The complaint was always the same. Someone's video call would freeze, the iPad would buffer, the music would skip, and it would all happen at once. The internet "went down". Except it hadn't. The download speed was fine. The problem was the upload, and more precisely, what a saturated upload does to everything sharing the link.
This is bufferbloat, and once you've seen it you can't unsee it. A single backup pushing a few megabits upstream fills the modem's oversized buffer, and now every other packet, the ACKs for downloads, the control traffic for a call, the DNS lookups, sits in a queue behind a wall of backup data. Latency under load goes from 15ms to 600ms. The link isn't full. The buffer is.
measuring before touching anything
I ran the DSLReports speed test, the one that grades for bufferbloat, before I changed a thing. Idle latency was lovely. Under load it earned a flat F. That F is the whole reason to do this.
The fix lives in OpenWrt's SQM package, which wraps cake, the queue discipline that came out of the bufferbloat project. The idea is counterintuitive: you deliberately set your shaper below your real line rate, so the bottleneck moves from the modem's dumb buffer to your router's clever one. Your router can drop and reorder packets sensibly. The modem just hoards them.
the numbers that matter
My line syncs at roughly 75 down and 20 up. I set the shaper a touch under each, which is the part people resist because it looks like throwing speed away:
config queue
option interface 'eth0.2'
option download '72000'
option upload '19000'
option qdisc 'cake'
option script 'piece_of_cake.qos'
option linklayer 'ethernet'
option overhead '44'
The overhead value matters more than the percentages. For VDSL over PPPoE you're carrying ATM-era framing tax, and if you get it wrong the shaper is shaping the wrong amount. Forty-four bytes was right for my setup. Yours may differ; the OpenWrt wiki has the table.
I rebooted, re-ran the test, and the under-load latency held at around 25ms with cake doing its job. Same F became an A. I'd "lost" maybe four percent of throughput I never noticed and gained a house that stops complaining when the backup runs.
the verdict
This is the rare networking change you can feel. Calls hold up whilst someone uploads holiday photos. The telly stops buffering when a phone backs up in the background. Nobody in the house knows what cake is, and nobody needs to. They just stopped telling me the internet was broken, which is the highest praise home networking ever receives.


*Your instructions*. Transcribe every entry word for word. Skip the pictures.

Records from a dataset
________
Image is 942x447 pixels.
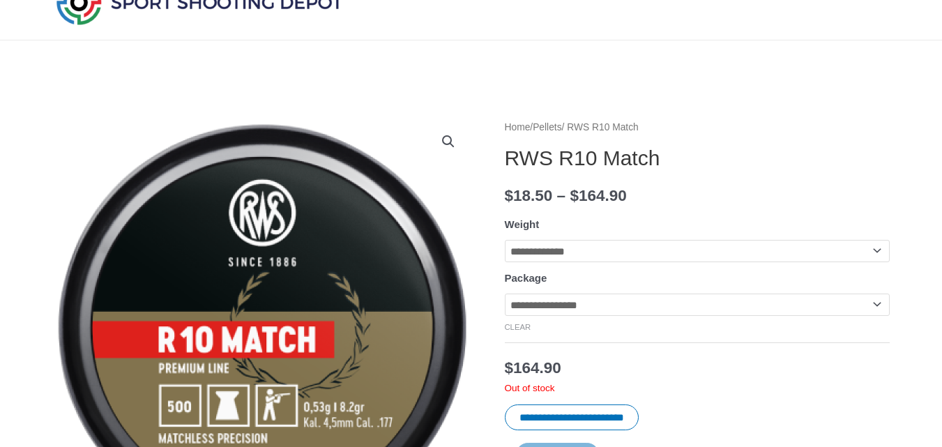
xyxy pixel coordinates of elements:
label: Package [505,272,547,284]
h1: RWS R10 Match [505,146,889,171]
bdi: 164.90 [505,359,561,376]
a: Home [505,122,530,132]
span: – [557,187,566,204]
p: Out of stock [505,382,889,395]
bdi: 18.50 [505,187,553,204]
span: $ [505,187,514,204]
nav: Breadcrumb [505,118,889,137]
a: Clear options [505,323,531,331]
bdi: 164.90 [569,187,626,204]
a: Pellets [533,122,561,132]
label: Weight [505,218,540,230]
span: $ [505,359,514,376]
a: View full-screen image gallery [436,129,461,154]
span: $ [569,187,579,204]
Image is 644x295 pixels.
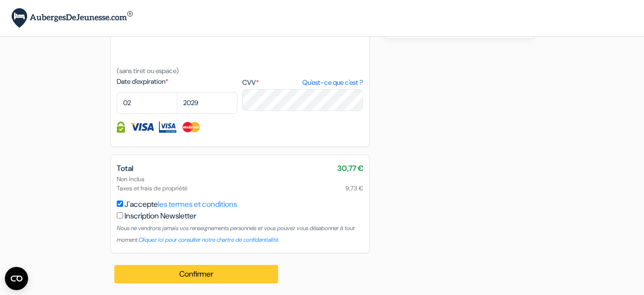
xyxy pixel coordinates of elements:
[337,163,363,174] span: 30,77 €
[302,78,363,88] a: Qu'est-ce que c'est ?
[243,78,363,88] label: CVV
[138,236,279,244] a: Cliquez ici pour consulter notre chartre de confidentialité.
[5,267,28,290] button: CMP-Widget öffnen
[345,184,363,193] span: 9,73 €
[117,164,134,174] span: Total
[181,121,201,133] img: Master Card
[117,77,237,87] label: Date d'expiration
[114,265,279,283] button: Confirmer
[117,121,125,133] img: Information de carte de crédit entièrement encryptée et sécurisée
[158,199,237,210] a: les termes et conditions
[159,121,177,133] img: Visa Electron
[124,199,237,210] label: J'accepte
[12,8,133,28] img: AubergesDeJeunesse.com
[117,224,355,244] small: Nous ne vendrons jamais vos renseignements personnels et vous pouvez vous désabonner à tout moment.
[130,121,154,133] img: Visa
[124,210,197,222] label: Inscription Newsletter
[117,66,179,75] small: (sans tiret ou espace)
[117,174,363,193] div: Non inclus Taxes et frais de propriété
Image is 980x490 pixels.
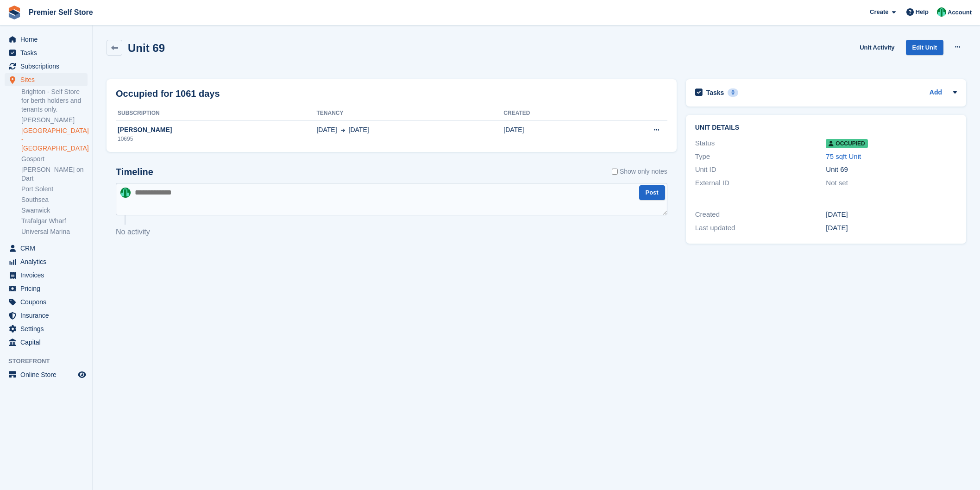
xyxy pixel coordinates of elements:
[21,242,76,255] span: CRM
[116,166,153,178] h2: Timeline
[695,151,827,162] div: Type
[21,73,76,87] span: Sites
[22,87,87,114] a: Brighton - Self Store for berth holders and tenants only.
[930,87,942,98] a: Add
[21,282,76,295] span: Pricing
[5,46,87,59] a: menu
[116,125,316,134] div: [PERSON_NAME]
[695,178,827,188] div: External ID
[5,255,87,268] a: menu
[612,166,618,177] input: Show only notes
[695,124,957,132] h2: Unit details
[938,8,946,17] img: Peter Pring
[695,138,827,149] div: Status
[21,295,76,308] span: Coupons
[21,33,76,46] span: Home
[907,40,943,55] a: Edit Unit
[5,269,87,282] a: menu
[826,223,957,233] div: [DATE]
[25,5,97,20] a: Premier Self Store
[128,41,165,55] h2: Unit 69
[5,60,87,72] a: menu
[5,323,87,336] a: menu
[856,40,898,55] a: Unit Activity
[21,336,76,349] span: Capital
[695,210,827,220] div: Created
[22,196,87,204] a: Southsea
[706,88,724,97] h2: Tasks
[503,120,598,149] td: [DATE]
[22,166,87,183] a: [PERSON_NAME] on Dart
[695,165,827,175] div: Unit ID
[22,185,87,194] a: Port Solent
[826,165,957,175] div: Unit 69
[5,369,87,381] a: menu
[316,106,503,121] th: Tenancy
[5,33,87,46] a: menu
[76,370,87,380] a: Preview store
[21,46,76,59] span: Tasks
[116,227,668,238] p: No activity
[8,356,92,366] span: Storefront
[695,223,827,233] div: Last updated
[948,8,972,17] span: Account
[826,210,957,220] div: [DATE]
[316,125,337,134] span: [DATE]
[22,155,87,164] a: Gosport
[5,242,87,255] a: menu
[21,323,76,336] span: Settings
[21,60,76,72] span: Subscriptions
[116,87,220,101] h2: Occupied for 1061 days
[5,282,87,295] a: menu
[21,255,76,268] span: Analytics
[22,217,87,226] a: Trafalgar Wharf
[8,6,22,20] img: stora-icon-8386f47178a22dfd0bd8f6a31ec36ba5ce8667c1dd55bd0f319d3a0aa187defe.svg
[612,166,668,177] label: Show only notes
[916,8,929,17] span: Help
[5,336,87,349] a: menu
[640,185,665,200] button: Post
[21,269,76,282] span: Invoices
[870,8,889,17] span: Create
[116,106,316,121] th: Subscription
[826,139,868,149] span: Occupied
[5,295,87,308] a: menu
[728,88,738,97] div: 0
[503,106,598,121] th: Created
[120,188,131,198] img: Peter Pring
[22,116,87,125] a: [PERSON_NAME]
[21,369,76,381] span: Online Store
[826,152,861,160] a: 75 sqft Unit
[116,134,316,143] div: 10695
[5,309,87,322] a: menu
[22,126,87,153] a: [GEOGRAPHIC_DATA] - [GEOGRAPHIC_DATA]
[5,73,87,87] a: menu
[22,206,87,215] a: Swanwick
[22,228,87,236] a: Universal Marina
[21,309,76,322] span: Insurance
[826,178,957,188] div: Not set
[349,125,370,134] span: [DATE]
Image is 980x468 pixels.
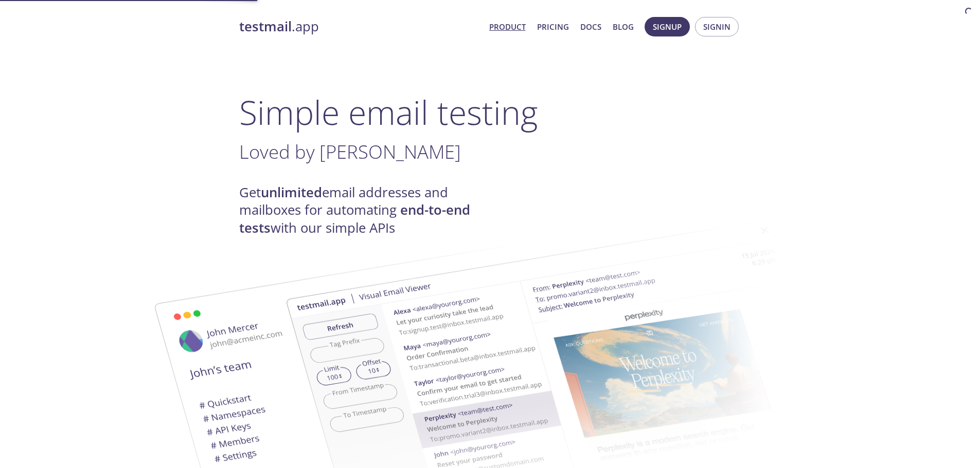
________
*Solution to this problem*.
Image is 942x447 pixels.
xyxy pixel coordinates of elements:
label: Package [505,272,547,284]
h1: RWS R10 Match [505,146,889,171]
bdi: 164.90 [505,359,561,376]
a: Home [505,122,530,132]
span: – [557,187,566,204]
p: Out of stock [505,382,889,395]
bdi: 18.50 [505,187,553,204]
span: $ [505,187,514,204]
nav: Breadcrumb [505,118,889,137]
a: Clear options [505,323,531,331]
bdi: 164.90 [569,187,626,204]
a: Pellets [533,122,561,132]
label: Weight [505,218,540,230]
span: $ [505,359,514,376]
a: View full-screen image gallery [436,129,461,154]
span: $ [569,187,579,204]
Image is 644x295 pixels.
xyxy pixel coordinates of elements:
[337,163,363,174] span: 30,77 €
[302,78,363,88] a: Qu'est-ce que c'est ?
[243,78,363,88] label: CVV
[138,236,279,244] a: Cliquez ici pour consulter notre chartre de confidentialité.
[5,267,28,290] button: CMP-Widget öffnen
[345,184,363,193] span: 9,73 €
[117,164,134,174] span: Total
[181,121,201,133] img: Master Card
[117,77,237,87] label: Date d'expiration
[114,265,279,283] button: Confirmer
[117,121,125,133] img: Information de carte de crédit entièrement encryptée et sécurisée
[158,199,237,210] a: les termes et conditions
[159,121,177,133] img: Visa Electron
[124,199,237,210] label: J'accepte
[12,8,133,28] img: AubergesDeJeunesse.com
[117,224,355,244] small: Nous ne vendrons jamais vos renseignements personnels et vous pouvez vous désabonner à tout moment.
[130,121,154,133] img: Visa
[124,210,197,222] label: Inscription Newsletter
[117,66,179,75] small: (sans tiret ou espace)
[117,174,363,193] div: Non inclus Taxes et frais de propriété
Image is 980x490 pixels.
xyxy pixel coordinates of elements:
[21,242,76,255] span: CRM
[116,166,153,178] h2: Timeline
[695,151,827,162] div: Type
[21,73,76,87] span: Sites
[22,87,87,114] a: Brighton - Self Store for berth holders and tenants only.
[930,87,942,98] a: Add
[21,282,76,295] span: Pricing
[5,46,87,59] a: menu
[116,125,316,134] div: [PERSON_NAME]
[695,178,827,188] div: External ID
[5,255,87,268] a: menu
[612,166,618,177] input: Show only notes
[695,124,957,132] h2: Unit details
[938,8,946,17] img: Peter Pring
[695,138,827,149] div: Status
[21,295,76,308] span: Coupons
[21,33,76,46] span: Home
[907,40,943,55] a: Edit Unit
[5,269,87,282] a: menu
[826,223,957,233] div: [DATE]
[25,5,97,20] a: Premier Self Store
[128,41,165,55] h2: Unit 69
[5,60,87,72] a: menu
[5,323,87,336] a: menu
[856,40,898,55] a: Unit Activity
[21,336,76,349] span: Capital
[695,210,827,220] div: Created
[22,196,87,204] a: Southsea
[706,88,724,97] h2: Tasks
[503,120,598,149] td: [DATE]
[22,166,87,183] a: [PERSON_NAME] on Dart
[695,165,827,175] div: Unit ID
[22,185,87,194] a: Port Solent
[826,165,957,175] div: Unit 69
[5,369,87,381] a: menu
[316,106,503,121] th: Tenancy
[5,33,87,46] a: menu
[76,370,87,380] a: Preview store
[21,46,76,59] span: Tasks
[116,227,668,238] p: No activity
[8,356,92,366] span: Storefront
[695,223,827,233] div: Last updated
[948,8,972,17] span: Account
[826,210,957,220] div: [DATE]
[316,125,337,134] span: [DATE]
[22,155,87,164] a: Gosport
[5,242,87,255] a: menu
[21,323,76,336] span: Settings
[21,60,76,72] span: Subscriptions
[116,87,220,101] h2: Occupied for 1061 days
[5,282,87,295] a: menu
[21,255,76,268] span: Analytics
[22,217,87,226] a: Trafalgar Wharf
[8,6,22,20] img: stora-icon-8386f47178a22dfd0bd8f6a31ec36ba5ce8667c1dd55bd0f319d3a0aa187defe.svg
[612,166,668,177] label: Show only notes
[916,8,929,17] span: Help
[5,336,87,349] a: menu
[640,185,665,200] button: Post
[21,269,76,282] span: Invoices
[870,8,889,17] span: Create
[116,106,316,121] th: Subscription
[826,139,868,149] span: Occupied
[5,295,87,308] a: menu
[728,88,738,97] div: 0
[503,106,598,121] th: Created
[120,188,131,198] img: Peter Pring
[22,116,87,125] a: [PERSON_NAME]
[21,369,76,381] span: Online Store
[826,152,861,160] a: 75 sqft Unit
[116,134,316,143] div: 10695
[5,309,87,322] a: menu
[22,126,87,153] a: [GEOGRAPHIC_DATA] - [GEOGRAPHIC_DATA]
[5,73,87,87] a: menu
[22,206,87,215] a: Swanwick
[22,228,87,236] a: Universal Marina
[21,309,76,322] span: Insurance
[826,178,957,188] div: Not set
[349,125,370,134] span: [DATE]
Image is 980x468 pixels.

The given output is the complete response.